Model System:
SCIReference Type:
JAAccession No.:
Journal:
Disability and Rehabilitation
Year, Volume, Issue, Page(s):
, 30, 12, 978-990Publication Website:
Abstract:
PURPOSE: This article describes the use of the World Health Organization's (WHO) International Classification of Functioning, Disability and Health (ICF) as a conceptual framework for processing and analyzing the narratives of 50 community-dwelling women with a spinal cord injury. The women were participants in a federally-funded study of stress and coping over the life course.
METHOD: The paper describes the development of a coding scheme and data reduction techniques used to process qualitative data.
RESULTS: The initial results of three phases of data analysis are then presented: (i) the construction of matrices to display data so as to permit pattern finding; (ii) the mapping of specific ICF codes to text to produce a more finely grained analysis of environment-related stressors, and (iii) a thematic analysis of text depicting the dynamics of person-environment interaction.
CONCLUSIONS: Of potential value to the further elaboration of the ICF is a fleshing out of the personal factors component of the ICF and the provision of a context-driven, process view of person-environment interaction. It is hoped that this article will stimulate continued discussion of person-level factors. The concept of coupling suggests also a need to focus research attention on the bi-directional and ever evolving linkages connecting person to environment.
Author(s):
Duggan, C.H., Albright, K.J., Lequerica, A.H.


Exercise: Every line of the entries with the word "text" in it should be shown.

Records for this task:
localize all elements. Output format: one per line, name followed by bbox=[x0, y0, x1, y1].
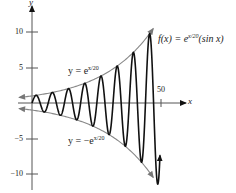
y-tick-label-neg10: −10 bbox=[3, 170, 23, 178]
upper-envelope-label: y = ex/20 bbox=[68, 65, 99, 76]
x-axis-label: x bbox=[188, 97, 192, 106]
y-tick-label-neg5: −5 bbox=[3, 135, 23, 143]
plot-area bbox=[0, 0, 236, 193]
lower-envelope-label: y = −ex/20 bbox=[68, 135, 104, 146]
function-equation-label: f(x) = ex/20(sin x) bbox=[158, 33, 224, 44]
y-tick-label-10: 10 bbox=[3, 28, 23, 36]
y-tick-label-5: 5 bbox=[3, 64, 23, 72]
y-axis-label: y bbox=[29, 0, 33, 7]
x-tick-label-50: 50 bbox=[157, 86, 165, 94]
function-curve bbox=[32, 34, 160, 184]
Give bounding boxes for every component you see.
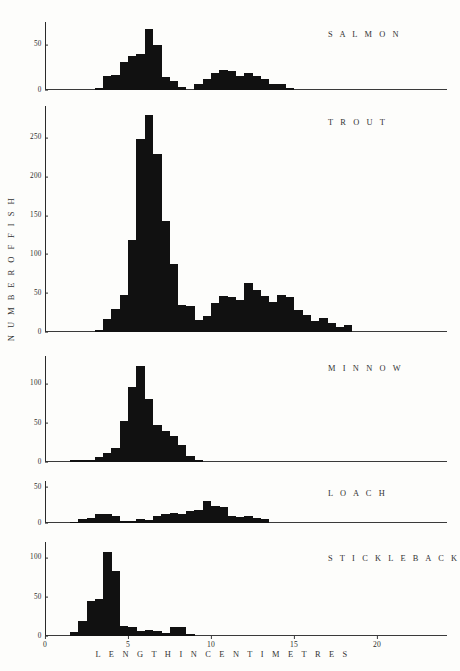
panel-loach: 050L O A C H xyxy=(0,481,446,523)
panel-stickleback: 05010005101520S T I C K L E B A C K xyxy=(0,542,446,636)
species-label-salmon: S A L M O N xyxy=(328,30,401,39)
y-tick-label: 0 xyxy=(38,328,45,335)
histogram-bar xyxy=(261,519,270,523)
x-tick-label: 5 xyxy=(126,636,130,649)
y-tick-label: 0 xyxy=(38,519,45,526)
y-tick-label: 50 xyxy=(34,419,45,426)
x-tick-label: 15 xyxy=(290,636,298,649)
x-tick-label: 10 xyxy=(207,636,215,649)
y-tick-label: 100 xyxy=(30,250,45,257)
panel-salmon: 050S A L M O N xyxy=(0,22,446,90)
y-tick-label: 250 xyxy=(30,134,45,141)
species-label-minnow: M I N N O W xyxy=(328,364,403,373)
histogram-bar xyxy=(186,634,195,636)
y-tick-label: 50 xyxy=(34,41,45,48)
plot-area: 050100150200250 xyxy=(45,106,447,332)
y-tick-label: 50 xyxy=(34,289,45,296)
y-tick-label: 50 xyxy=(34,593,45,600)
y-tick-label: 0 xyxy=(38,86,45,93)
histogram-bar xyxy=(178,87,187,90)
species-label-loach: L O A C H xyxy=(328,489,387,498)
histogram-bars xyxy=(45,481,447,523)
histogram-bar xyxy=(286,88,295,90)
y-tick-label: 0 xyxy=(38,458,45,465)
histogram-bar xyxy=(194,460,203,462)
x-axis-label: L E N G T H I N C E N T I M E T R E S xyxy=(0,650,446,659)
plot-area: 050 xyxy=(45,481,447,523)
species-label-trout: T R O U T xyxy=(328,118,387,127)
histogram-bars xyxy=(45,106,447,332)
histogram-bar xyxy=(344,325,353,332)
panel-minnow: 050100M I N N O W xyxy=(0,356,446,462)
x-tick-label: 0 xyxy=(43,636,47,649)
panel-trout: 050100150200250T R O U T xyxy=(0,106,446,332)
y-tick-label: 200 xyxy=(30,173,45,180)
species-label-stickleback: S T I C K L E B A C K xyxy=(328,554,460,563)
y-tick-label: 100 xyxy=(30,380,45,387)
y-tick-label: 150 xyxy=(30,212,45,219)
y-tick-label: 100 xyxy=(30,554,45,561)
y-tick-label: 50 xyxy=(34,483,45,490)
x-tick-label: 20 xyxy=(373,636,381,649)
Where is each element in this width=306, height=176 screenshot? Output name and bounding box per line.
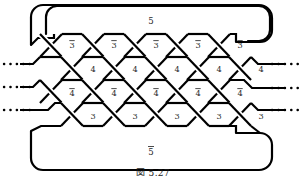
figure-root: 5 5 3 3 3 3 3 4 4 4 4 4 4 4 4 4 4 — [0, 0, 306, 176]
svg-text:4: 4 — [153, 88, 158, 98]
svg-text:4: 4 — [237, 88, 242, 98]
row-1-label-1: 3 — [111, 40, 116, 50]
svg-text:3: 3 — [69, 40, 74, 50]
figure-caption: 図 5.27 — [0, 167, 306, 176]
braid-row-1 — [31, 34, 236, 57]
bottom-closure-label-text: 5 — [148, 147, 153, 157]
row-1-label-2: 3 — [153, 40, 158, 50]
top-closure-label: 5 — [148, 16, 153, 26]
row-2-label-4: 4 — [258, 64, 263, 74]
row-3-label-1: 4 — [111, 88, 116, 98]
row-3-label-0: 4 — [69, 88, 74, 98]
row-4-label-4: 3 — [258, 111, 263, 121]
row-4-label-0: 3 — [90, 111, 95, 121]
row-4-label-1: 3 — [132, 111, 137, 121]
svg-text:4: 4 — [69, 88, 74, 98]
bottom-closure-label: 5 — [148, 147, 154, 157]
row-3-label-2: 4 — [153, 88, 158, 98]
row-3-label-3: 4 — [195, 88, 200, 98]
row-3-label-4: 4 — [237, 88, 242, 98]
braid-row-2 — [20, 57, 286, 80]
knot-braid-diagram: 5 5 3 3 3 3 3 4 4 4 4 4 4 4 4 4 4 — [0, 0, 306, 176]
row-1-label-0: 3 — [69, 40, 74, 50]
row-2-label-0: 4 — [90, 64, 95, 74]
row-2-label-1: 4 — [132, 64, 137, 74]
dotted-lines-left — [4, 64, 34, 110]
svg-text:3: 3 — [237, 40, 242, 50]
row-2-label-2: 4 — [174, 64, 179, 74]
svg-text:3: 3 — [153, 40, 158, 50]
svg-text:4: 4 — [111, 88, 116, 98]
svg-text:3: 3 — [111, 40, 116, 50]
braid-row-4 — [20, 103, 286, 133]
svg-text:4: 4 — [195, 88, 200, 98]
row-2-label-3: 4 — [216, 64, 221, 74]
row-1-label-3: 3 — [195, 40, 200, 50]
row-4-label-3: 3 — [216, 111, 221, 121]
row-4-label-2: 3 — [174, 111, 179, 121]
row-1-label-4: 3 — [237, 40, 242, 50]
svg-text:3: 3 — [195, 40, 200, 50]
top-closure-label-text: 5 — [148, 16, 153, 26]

Output for this exercise:
svg-text:4: 4 — [153, 88, 158, 98]
svg-text:4: 4 — [237, 88, 242, 98]
svg-text:3: 3 — [69, 40, 74, 50]
bottom-closure-label-text: 5 — [148, 147, 153, 157]
svg-text:4: 4 — [69, 88, 74, 98]
svg-text:3: 3 — [237, 40, 242, 50]
svg-text:3: 3 — [153, 40, 158, 50]
svg-text:4: 4 — [111, 88, 116, 98]
svg-text:3: 3 — [111, 40, 116, 50]
svg-text:4: 4 — [195, 88, 200, 98]
svg-text:3: 3 — [195, 40, 200, 50]
top-closure-label-text: 5 — [148, 16, 153, 26]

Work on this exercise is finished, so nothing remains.